KARACHI: Rising to the challenge of fast-spreading Lump Skin Disease (LSD) that has put Pakistan’s 100 million cattle population at risk, Sindh’s livestock researchers in a nick of time have managed to develop a vaccine that the authorities believe can help cattle owners and ranchers in all the four provinces, Gilgit-Baltistan and Azad Jammu and Kashmir in saving their animals from the bovine disease.

While the vaccine trial is in the final phase, the local production of drug for treatment of the viral disease, characterised by raised nodules, lesions or disseminated rash on skin of cattle, is expected to begin in March 2023.

Senior officials and sources privy to the recent development said the “major achievement” was made possible with Turkish support as the Sindh government had imported nearly four million LSD doses from Turkey with the goal to not only save the animals but also to start its local production. Support from the Food and Agriculture Organisation (FAO) of the United Nations further accelerated the process.

The “research work and sample production” had met all formalities and local and international standards of vaccine production, they disclosed.

Vaccine for disease afflicting cattle developed; trial in final phase, local production to begin in March 2023

“The trial phases are in final stages and all have met the desired results,” Sindh Livestock Secretary Tameezuddin Khero told Dawn. “By December [2022], this process would be over and three months after that we would be able to start production of the doses in March [2023].

“The day the first shipment [of imported LSD vaccines] landed here, there was clear direction from the government, minister and everyone concerned that we have to do it ourselves. We met the deadline set for this challenge and now you will see production starting in March 2023.”

The Sindh government, he said, had raised a building in Karachi’s Korangi area for that purpose. It was being converted into a lab, he disclosed, claiming that the government would meet all requirements ranging from machinery to human resource and production facility.

The vector-borne, transboundary disease started emerging here late 2021 and till date it affected 52,000 animals across Sindh and killed 571 of them.

Animal experts say the disease, which spreads primarily through biting insects such as mosquitoes and ticks, was first discovered among livestock in Zambia, in 1929. In March 2022, the Sindh government announced import of the vaccine from Turkey with Rs500 million as the cost of the first shipment of two million doses.

Giving credit to the Sindh Institute of Animal Health that “took up the challenge, rolled out the research process at a staggering pace and achieved the desired result”, the authorities believe the local production would cut the vaccination cost drastically, from Rs250 per to as low as Rs25 per animal.

The researchers are confident about the efficacy of the locally developed LSD vaccines, citing history of ‘success rate’. “There are some nine trials for this LSD vaccine. This is actually a poxvirus which typically results in the formation of lesions, skin nodules or disseminated rash,” said Dr Nazeer Hussain Kalhoro, a PhD in virology and recombinant viral vaccines, who is currently serving as director general of the Sindh Institute of Animal Health.
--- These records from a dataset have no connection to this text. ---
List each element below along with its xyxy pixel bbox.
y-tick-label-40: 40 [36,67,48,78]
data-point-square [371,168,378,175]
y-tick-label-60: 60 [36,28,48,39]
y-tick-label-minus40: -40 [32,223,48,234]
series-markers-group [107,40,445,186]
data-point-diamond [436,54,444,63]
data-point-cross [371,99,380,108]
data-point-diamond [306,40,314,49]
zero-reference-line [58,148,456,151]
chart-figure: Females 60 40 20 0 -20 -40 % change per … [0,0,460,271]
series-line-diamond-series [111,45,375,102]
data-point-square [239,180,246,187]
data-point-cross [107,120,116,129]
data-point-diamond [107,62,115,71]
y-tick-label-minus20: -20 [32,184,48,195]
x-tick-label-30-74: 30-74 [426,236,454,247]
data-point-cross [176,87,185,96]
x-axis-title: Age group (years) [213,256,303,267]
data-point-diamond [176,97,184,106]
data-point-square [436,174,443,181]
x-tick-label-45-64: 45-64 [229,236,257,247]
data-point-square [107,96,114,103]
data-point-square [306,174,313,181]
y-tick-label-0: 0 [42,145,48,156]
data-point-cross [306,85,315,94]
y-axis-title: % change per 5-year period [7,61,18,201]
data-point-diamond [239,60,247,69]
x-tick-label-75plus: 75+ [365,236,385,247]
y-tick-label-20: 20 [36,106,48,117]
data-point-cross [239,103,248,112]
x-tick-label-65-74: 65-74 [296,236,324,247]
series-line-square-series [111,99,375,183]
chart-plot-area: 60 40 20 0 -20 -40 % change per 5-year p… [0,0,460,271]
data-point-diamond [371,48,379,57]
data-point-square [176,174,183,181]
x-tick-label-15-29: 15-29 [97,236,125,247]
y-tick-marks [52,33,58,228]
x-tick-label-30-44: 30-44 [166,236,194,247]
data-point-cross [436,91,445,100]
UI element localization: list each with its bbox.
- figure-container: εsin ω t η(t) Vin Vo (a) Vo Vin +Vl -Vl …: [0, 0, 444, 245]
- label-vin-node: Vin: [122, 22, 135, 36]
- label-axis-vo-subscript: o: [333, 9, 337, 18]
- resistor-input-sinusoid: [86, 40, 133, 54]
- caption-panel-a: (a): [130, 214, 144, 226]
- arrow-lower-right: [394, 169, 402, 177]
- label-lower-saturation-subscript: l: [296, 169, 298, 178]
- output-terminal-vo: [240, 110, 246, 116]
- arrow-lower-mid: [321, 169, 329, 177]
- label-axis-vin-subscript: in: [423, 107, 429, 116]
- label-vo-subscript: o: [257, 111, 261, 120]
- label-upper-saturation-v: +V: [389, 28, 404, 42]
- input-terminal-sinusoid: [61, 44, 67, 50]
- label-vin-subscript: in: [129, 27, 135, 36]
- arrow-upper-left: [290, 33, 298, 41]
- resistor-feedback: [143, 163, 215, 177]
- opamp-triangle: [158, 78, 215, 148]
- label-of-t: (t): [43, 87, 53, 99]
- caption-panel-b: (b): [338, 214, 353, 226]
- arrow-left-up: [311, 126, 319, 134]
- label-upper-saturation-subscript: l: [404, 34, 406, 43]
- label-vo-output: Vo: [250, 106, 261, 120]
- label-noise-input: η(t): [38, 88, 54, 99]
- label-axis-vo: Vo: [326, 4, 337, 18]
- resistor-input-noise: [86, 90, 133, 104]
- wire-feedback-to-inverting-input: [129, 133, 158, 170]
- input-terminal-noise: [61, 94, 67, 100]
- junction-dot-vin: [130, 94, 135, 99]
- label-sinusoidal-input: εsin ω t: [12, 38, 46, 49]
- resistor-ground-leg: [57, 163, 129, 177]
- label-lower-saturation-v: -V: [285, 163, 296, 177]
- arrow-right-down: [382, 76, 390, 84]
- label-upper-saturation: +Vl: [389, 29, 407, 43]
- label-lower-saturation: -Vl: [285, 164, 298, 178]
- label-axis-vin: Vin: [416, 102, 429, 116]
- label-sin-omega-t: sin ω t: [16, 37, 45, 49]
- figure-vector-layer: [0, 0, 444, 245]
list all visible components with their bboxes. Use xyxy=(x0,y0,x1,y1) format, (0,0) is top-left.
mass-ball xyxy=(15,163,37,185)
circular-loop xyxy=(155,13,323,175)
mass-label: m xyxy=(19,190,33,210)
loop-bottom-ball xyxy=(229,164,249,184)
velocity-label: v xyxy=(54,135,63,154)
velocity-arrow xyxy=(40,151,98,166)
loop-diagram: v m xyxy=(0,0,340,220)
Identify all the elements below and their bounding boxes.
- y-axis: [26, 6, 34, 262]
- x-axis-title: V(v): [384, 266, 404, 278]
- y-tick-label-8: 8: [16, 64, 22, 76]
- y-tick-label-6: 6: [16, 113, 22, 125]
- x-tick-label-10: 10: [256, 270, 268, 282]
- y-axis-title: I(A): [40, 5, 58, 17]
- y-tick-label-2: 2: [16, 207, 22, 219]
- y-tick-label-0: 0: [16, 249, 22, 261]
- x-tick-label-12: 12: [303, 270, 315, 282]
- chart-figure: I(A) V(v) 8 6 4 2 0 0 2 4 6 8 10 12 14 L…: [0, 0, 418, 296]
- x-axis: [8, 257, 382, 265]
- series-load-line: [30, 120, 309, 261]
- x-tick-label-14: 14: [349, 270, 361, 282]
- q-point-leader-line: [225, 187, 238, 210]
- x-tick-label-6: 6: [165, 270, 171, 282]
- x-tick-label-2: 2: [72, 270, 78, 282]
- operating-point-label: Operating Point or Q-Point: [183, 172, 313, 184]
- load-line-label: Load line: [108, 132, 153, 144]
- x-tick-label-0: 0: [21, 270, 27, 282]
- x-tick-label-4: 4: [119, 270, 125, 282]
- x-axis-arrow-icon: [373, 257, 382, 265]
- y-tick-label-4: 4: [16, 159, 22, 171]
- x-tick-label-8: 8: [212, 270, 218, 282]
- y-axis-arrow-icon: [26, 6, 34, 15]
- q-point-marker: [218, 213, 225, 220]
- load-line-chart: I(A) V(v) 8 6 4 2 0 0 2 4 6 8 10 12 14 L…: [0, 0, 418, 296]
With experiences of supervising research work that led to development and production of 29 different vaccines of animal diseases locally, Dr Kalhoro is sure that the domestically produced doses would have much more efficacy than being imported. Currently the institute is producing up to 350 million doses of 68 vaccines for animal diseases.

Half of the vaccines produced by the institute are consumed in Sindh and the rest is supplied to the three provinces as well as GB and AJK. Every year, a “moderate number” of Pakistani vaccines is exported to Afghanistan as well.

“We have so far imported 3.9 million doses of vaccines from Turkey. Some 3.2 have already been consumed through a massive vaccination campaign across the province. The rest of the stock is still being used by different district administrations through their respective task forces.”

Experts see the development of vaccine as a major achievement in view of the risk that the country’s livestock may continue to see for different reasons. They believe effective government policy in the “ignored sector” was the only way forward to meet future challenges for the livestock industry that according to the Pakistan Economic Survey is the largest sub-sector in agriculture, contributing 60.1 per cent to the agriculture value addition and 11.5pc to the GDP during the 2020-21.

“I am glad and definitely see it a big achievement if the Sindh government has developed the LSD vaccine,” said Prof Dr Aneela Durrani, a professor of medicine at Lahore’s University of Veterinary and Animal Sciences.

‘Unchecked import’

“But we need to understand why these diseases which are there in the world for decades but not in Pakistan start suddenly emerging in our country. There is a growing trend of import of cattle that mostly goes unchecked. Such imports with the least care and quarantine facility in the country bring so much risk.”

She also referred to undocumented trade of the livestock and ill-planned farming, without proper policy and guidelines from the authorities that compromises the health of cattle and multiplies the risk when they are moved with herds.